It's always a good idea to familiarize yourself with other tools and techniques, then make up your own mind about them. You shouldn't blindly believe anyone telling you that OOP is the greatest thing since sliced bread, just like you shouldn't blindly believe anyone (even Casey) when they're telling you that OOP is a really bad idea with even worse implementations. (Note: you can replace "OOP" with any of "functional programming", "compression-oriented programming", "node.js" or any other paradigm / library / tool you can think of.)
Worst case: you wasted time on learning stuff you'll never use, but at least you'll know
why you won't use it. Best case: you'll have a new tool in your toolbox and maybe, one day, you can
swoop in and save the day.
Now, on the topic of the merits and shortcomings of OOP. I'm currently in the phase that Casey described where he only programmed object-oriented, but was slowly realizing that overdoing it can easily suck the fun out of programming. If Handmade Hero had come around five years ago, the program I'm currently working on (lots of classes, virtual functions, some templates strewn in) might look very different, both code-wise (I'd love to have hotloading, so I guess no virtual functions at all), but probably also in its features (some of those have more or less emerged from the code structure). Would it be better? Hard to say. After working with the same codebase for several years and no definite "finish" in sight (not because we keep missing our schedule, but because we intentionally evolve the product with new features) you tend to yearn for those simple days when you could fit half or more of the codebase into your head at once.
That said, I don't think blanket statements like "OOP is bad, don't do it" are warranted. I would say that you need to be very, very careful with OOP and particularly C++ in applications with hard realtime requirements (like games). Besides the obvious performance impact of virtual function calls, C++ tends to obfuscate the exact code flow on the CPU with constructors, destructors, overloaded operators, move operations, aforementioned virtual functions and complicated template resolutions involving lots of SFINAE. That can make it really difficult to follow the exact control flow of a piece of code, and nigh impossible to gauge its performance without intimate knowledge of all classes involved.
One of the main benefits of OOP, in my mind, is that it enables very clear interfaces. You can design classes in a way so that other people can learn exactly how to use them, just by reading their declaration. Access modifiers make it clear what is part of the public interface, and what's just implementation detail. Virtual functions are explicit extension points where users can hook in their own code. Inheritance makes it easier to design and use interfaces for the smallest common denominator of related data structures. You can do all that with C, of course, but it's nice to have syntactic sugar to make the code more concise and (potentially) easier to read.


— Exercise objective —
Go over the entries below line by line, copying each one that contains the word "xlabel".

[Entries from a visual dataset]

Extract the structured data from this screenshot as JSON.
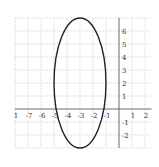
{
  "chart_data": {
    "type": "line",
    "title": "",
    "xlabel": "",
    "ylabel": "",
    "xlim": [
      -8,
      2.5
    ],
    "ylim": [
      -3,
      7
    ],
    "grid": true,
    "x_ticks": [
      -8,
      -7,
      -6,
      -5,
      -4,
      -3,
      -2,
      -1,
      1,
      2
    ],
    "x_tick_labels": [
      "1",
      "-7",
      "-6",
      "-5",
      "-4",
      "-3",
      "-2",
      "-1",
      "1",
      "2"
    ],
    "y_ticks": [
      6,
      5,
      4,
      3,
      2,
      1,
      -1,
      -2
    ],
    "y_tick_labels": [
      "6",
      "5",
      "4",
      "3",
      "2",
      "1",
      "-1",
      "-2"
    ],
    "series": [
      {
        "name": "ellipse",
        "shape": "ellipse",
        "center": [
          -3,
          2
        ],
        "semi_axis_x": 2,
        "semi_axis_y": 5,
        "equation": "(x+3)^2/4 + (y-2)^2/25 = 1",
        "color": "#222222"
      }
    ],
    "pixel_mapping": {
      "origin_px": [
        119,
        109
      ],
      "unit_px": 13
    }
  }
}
* * *
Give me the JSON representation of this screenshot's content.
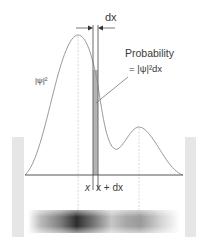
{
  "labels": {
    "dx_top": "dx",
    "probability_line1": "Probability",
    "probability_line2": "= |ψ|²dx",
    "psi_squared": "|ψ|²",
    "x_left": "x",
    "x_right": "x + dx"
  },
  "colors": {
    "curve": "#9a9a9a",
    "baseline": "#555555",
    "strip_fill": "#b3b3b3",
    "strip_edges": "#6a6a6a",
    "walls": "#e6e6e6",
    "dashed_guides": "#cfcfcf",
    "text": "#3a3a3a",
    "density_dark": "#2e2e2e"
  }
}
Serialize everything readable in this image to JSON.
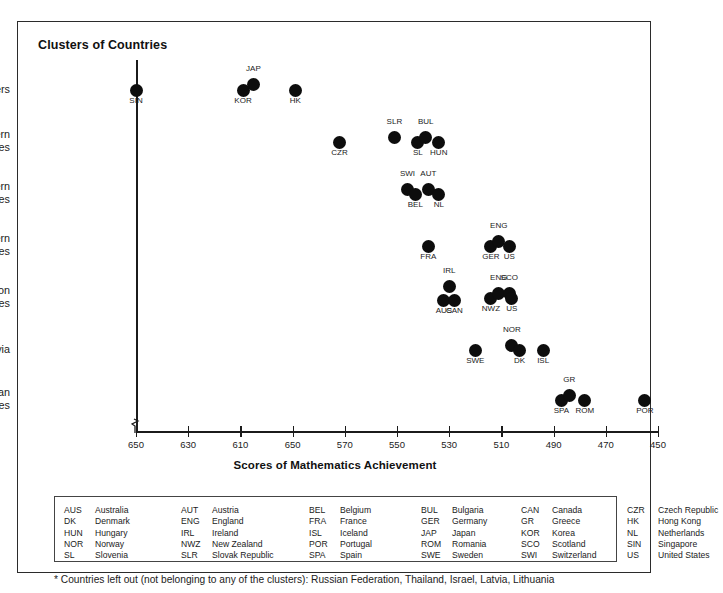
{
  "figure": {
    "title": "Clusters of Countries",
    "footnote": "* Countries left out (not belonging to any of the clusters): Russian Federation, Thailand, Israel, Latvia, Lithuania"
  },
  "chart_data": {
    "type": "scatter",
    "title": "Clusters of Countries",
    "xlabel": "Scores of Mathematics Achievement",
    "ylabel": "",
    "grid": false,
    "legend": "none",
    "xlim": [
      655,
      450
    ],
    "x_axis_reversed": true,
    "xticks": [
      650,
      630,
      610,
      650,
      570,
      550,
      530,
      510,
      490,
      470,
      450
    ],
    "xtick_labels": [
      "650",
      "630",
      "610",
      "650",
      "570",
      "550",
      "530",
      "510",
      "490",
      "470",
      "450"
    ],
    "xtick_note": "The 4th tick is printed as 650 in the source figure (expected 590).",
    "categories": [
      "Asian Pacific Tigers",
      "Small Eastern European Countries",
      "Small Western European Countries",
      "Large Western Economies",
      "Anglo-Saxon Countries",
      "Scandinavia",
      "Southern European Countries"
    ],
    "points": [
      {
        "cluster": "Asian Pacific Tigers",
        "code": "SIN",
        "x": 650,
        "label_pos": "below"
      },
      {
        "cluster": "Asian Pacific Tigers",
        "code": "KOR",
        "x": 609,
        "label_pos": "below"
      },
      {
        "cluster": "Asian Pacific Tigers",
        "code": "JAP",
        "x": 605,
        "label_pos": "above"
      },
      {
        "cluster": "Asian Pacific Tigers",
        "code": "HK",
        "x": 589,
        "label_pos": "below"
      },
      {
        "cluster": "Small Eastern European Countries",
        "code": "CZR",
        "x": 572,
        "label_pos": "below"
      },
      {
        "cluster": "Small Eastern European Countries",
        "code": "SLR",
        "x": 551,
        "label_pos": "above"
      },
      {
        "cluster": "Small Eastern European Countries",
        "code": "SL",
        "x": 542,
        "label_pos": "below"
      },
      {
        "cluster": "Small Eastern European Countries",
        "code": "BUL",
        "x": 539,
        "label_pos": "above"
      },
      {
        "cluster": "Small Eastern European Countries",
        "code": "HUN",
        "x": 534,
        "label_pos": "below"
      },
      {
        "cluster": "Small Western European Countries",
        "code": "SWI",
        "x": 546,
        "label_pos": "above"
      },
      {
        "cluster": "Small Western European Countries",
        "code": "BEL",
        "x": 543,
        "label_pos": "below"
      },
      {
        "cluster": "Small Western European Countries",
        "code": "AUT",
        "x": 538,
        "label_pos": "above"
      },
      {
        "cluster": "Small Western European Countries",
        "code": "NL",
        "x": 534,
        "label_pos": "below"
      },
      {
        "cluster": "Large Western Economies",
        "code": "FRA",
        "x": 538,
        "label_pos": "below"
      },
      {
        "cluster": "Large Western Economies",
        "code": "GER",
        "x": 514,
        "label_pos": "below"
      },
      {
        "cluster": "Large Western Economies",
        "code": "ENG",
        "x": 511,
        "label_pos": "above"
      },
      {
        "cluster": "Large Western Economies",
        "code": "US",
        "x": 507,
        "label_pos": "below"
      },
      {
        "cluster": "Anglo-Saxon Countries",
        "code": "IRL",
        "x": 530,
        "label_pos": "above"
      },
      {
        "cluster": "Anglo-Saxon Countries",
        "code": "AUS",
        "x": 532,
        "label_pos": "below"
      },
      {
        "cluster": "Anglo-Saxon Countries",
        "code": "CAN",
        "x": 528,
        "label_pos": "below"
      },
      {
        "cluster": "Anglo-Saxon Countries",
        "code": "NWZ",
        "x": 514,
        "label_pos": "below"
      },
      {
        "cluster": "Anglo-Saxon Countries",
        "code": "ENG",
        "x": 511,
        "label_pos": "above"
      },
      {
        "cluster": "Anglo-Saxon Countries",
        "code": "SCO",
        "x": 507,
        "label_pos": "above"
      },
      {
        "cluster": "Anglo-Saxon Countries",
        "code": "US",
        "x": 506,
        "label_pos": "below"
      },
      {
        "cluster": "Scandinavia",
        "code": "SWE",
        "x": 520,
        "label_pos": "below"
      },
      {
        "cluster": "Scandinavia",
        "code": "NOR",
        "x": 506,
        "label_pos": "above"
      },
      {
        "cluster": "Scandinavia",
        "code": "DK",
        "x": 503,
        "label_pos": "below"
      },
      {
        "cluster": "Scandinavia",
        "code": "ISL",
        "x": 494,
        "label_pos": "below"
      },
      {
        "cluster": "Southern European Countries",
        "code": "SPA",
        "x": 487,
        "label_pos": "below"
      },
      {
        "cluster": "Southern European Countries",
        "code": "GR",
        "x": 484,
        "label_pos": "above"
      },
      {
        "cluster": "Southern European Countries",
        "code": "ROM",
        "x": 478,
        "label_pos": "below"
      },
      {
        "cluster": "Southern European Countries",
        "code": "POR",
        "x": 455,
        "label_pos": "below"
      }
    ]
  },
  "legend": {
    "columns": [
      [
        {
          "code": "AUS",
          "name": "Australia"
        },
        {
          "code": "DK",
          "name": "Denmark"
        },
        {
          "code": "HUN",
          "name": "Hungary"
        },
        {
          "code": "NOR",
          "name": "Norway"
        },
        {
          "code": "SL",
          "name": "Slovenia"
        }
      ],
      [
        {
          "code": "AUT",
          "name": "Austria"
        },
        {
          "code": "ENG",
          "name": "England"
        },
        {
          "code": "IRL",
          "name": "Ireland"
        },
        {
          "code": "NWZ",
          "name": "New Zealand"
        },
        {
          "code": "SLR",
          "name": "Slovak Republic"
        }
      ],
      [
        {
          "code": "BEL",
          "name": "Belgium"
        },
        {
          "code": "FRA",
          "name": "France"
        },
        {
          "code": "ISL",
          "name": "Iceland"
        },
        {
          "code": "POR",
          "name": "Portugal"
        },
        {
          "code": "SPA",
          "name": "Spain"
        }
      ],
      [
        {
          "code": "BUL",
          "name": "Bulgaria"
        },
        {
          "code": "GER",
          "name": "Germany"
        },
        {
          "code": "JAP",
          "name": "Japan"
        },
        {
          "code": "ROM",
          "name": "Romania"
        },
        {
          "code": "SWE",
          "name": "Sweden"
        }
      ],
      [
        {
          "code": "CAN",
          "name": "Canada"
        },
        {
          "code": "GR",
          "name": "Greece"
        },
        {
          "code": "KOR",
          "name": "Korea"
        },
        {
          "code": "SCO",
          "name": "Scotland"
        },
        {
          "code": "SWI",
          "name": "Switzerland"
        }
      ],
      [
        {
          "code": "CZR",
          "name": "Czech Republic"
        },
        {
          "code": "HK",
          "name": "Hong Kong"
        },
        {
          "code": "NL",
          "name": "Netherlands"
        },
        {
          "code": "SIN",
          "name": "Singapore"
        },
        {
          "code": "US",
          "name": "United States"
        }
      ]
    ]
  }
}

— Exercise response —
    "xlabel": "",
    "xlabel": "Scores of Mathematics Achievement",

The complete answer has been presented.